Climate change and other agrarian distress are forcing the farming community to scrounge for a living outside its comfort zone
The work I do — editing the work of journalists reporting on water issues in the Himalayan region — gives me a close-up of how climate change is disrupting agriculture. Almost 80 per cent of water usage in India, and most of its neighbouring countries, is for agriculture. Much of this water comes from the three to four months of the monsoon (except for Afghanistan and China). As a result, we are critically dependent on rainfall for our crops, but also, what is more important, for the livelihood of hundreds of millions of farmers.

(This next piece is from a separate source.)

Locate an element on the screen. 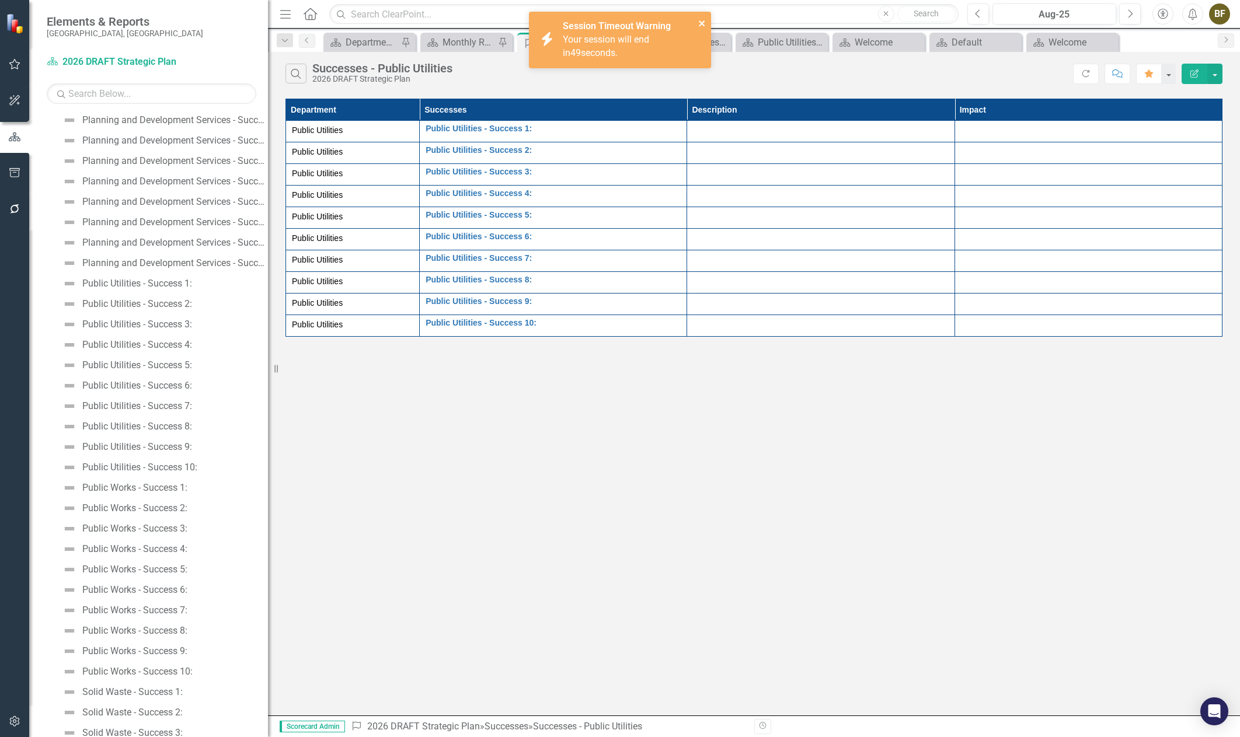  button: Aug-25 is located at coordinates (1054, 14).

Climate change is disrupting all of this. The physics of it is simple. Hotter air holds more water. This means that it takes more water in the air for it to rain now than it did earlier. Also, when it rains, the amount of water is huge. Therefore the most visible effects of climate change are longer droughts and more frequent floods.
This is a massive change. Farming in South Asia has followed fairly settled patterns for thousands of years based on a steady monsoon. Farming practices are built around this long history of knowledge. Weather fluctuations are not a new phenomenon — there were floods and droughts in the past, too, but their frequency has gone up.
When crops fail due to too much or ill-timed rain, or even no rain, farmers have little choice except to sell their labour at the best price they can negotiate. Given the many millions of livelihoods at stake, they are open to exploitation. It would be easier if they had the option for other jobs. They do not, and this is the crisis playing out across India.